Categories vs. tags

This entry is geared towards web authors in particular, but may be of interest to any philosopher enthusiast.

Mankind has always been sorting information. Whether litterary table of contents and book chapters, social hierarchies and casts, or mathematical sets and dichotomy algorithms, we segregate data into quantifiable chunks to easily digest the parts or to scan the whole. Formally, this has been the case since , though some prehistorical cave paintings already show some animal classification.

Naturally, the Internet and its collection of websites is no exception. When it comes to blogs, the two prominent methods of classification are categories and tags. It is interesting to see how bloggers and blogging software deal with classification, because blogs are updated frequently and interact often, thus forming a live blogosphere. Unappropriate classification could quickly lead to a tangled mess.

Web authors tackled the classification problem by mimicking printed documents, therefore creating table of contents, headings, sections… The Internet started by mirroring the printed form, but its noble quest for a truly semantic web aims much higher. If done right, the semantic web will lead us to a new form of correlation and thought.

Categories vs tags

Categories are pretty straightforward and need little explanation. They are just divisions in a web author’s conceptual system. Tags, on the other hand, are in fact a list of keywords attributed by the web author to some data, usually blog posts or pictures. While categories and tags seem to be performing the same task, I believe these concepts are very different in definition and goal.

Categories are the first and foremost logical view of some data. They have a very large scope, and when defined correctly, their naming provide universality. By definition, categories exist to separate content, so that a list of categories closely resembles a table of contents.

As for tags, they are keywords within a heap of data. They have little scope, so little in fact, that they can sometimes be related to a single entry. Actually, a closer look shows that tags do not separate data, rather, they consolidate it. It is the sum of tags that mimicks classification, but tags alone do not achieve segregation. Proof of this is that web authors rarely tag content with just one tag, more often than not, we see a collection of three to 10 tags per entry. As a result, multiple tagging creates connections similar to our brain synapses.

Where categories segregate, tags unify. Furthermore, categories segregate from both content and context, whereas tags only touch upon content, not context. This is why an increasing number of tags is applied to an entry: what is supposed to help the reader, turns into redundant data and maintenance nightmare. Anyone familiar with relational models knows that it is normalisation, not redundancy, that is at the core of solid model. Normalisation is key, and solves many subsequent problems. For example, I may tag this entry as “category tag blogging”, while another blogger may tag it “categories tags web issue”. How will there be a match between both entries if keywords are different? To make it worse, add misspellings! How about “catregory tags weblogs”?

So why oh why do people tag? The only reason I see to this, is the synapse metaphore previously presented. Our brain makes lightning speed connections between terms, and we are trying to mimick this on the web. What we forget, is that we don’t all share the same brain, our opinions and cultural backgrounds will not always lead to the same tags, whereas proper categorisation will seldom differ. Aristotle introduced categories for a reason, and we cannot merely dismiss more than 2000 years of philosophical work with a waive of hand.

In defense of the lowly tags, I want to add that tags are actually priceless for pictures, perhaps because one picture may be reused in different contexts, for example a landscape with vivid colors could be used in a nature set or in a color theory set. Texts on the other hand, do not follow the same principles… Perhaps we should leave categories for texts and tags for pictures? Or then, this will sooner or later evolve into a compromise solution. I’ll be on the lookout.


• WHAT IS NEEDED
List all lines of the data containing the word "text".

• DATA SUPPLIED
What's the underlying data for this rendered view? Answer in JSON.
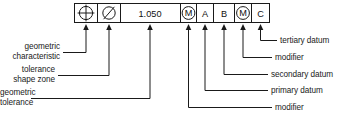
{
  "diagram": {
    "background_color": "#ffffff",
    "line_color": "#1a1a1a"
  },
  "feature_control_frame": {
    "cells": [
      {
        "id": "geometric-characteristic",
        "kind": "symbol",
        "symbol": "position-symbol",
        "text": ""
      },
      {
        "id": "tolerance-shape-zone",
        "kind": "symbol",
        "symbol": "diameter-symbol",
        "text": ""
      },
      {
        "id": "geometric-tolerance",
        "kind": "value",
        "symbol": "",
        "text": "1.050"
      },
      {
        "id": "tolerance-modifier",
        "kind": "symbol",
        "symbol": "mmc-modifier-symbol",
        "text": "M"
      },
      {
        "id": "primary-datum",
        "kind": "datum",
        "symbol": "",
        "text": "A"
      },
      {
        "id": "secondary-datum",
        "kind": "datum",
        "symbol": "",
        "text": "B"
      },
      {
        "id": "datum-modifier",
        "kind": "symbol",
        "symbol": "mmc-modifier-symbol",
        "text": "M"
      },
      {
        "id": "tertiary-datum",
        "kind": "datum",
        "symbol": "",
        "text": "C"
      }
    ]
  },
  "callouts": {
    "left": [
      {
        "id": "geometric-characteristic",
        "line1": "geometric",
        "line2": "characteristic"
      },
      {
        "id": "tolerance-shape-zone",
        "line1": "tolerance",
        "line2": "shape zone"
      },
      {
        "id": "geometric-tolerance",
        "line1": "geometric",
        "line2": "tolerance"
      }
    ],
    "right": [
      {
        "id": "tertiary-datum",
        "label": "tertiary datum"
      },
      {
        "id": "datum-modifier",
        "label": "modifier"
      },
      {
        "id": "secondary-datum",
        "label": "secondary datum"
      },
      {
        "id": "primary-datum",
        "label": "primary datum"
      },
      {
        "id": "tolerance-modifier",
        "label": "modifier"
      }
    ]
  }
}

• OUTPUT FOR THIS TASK
        "text": ""
        "text": ""
        "text": "1.050"
        "text": "M"
        "text": "A"
        "text": "B"
        "text": "M"
        "text": "C"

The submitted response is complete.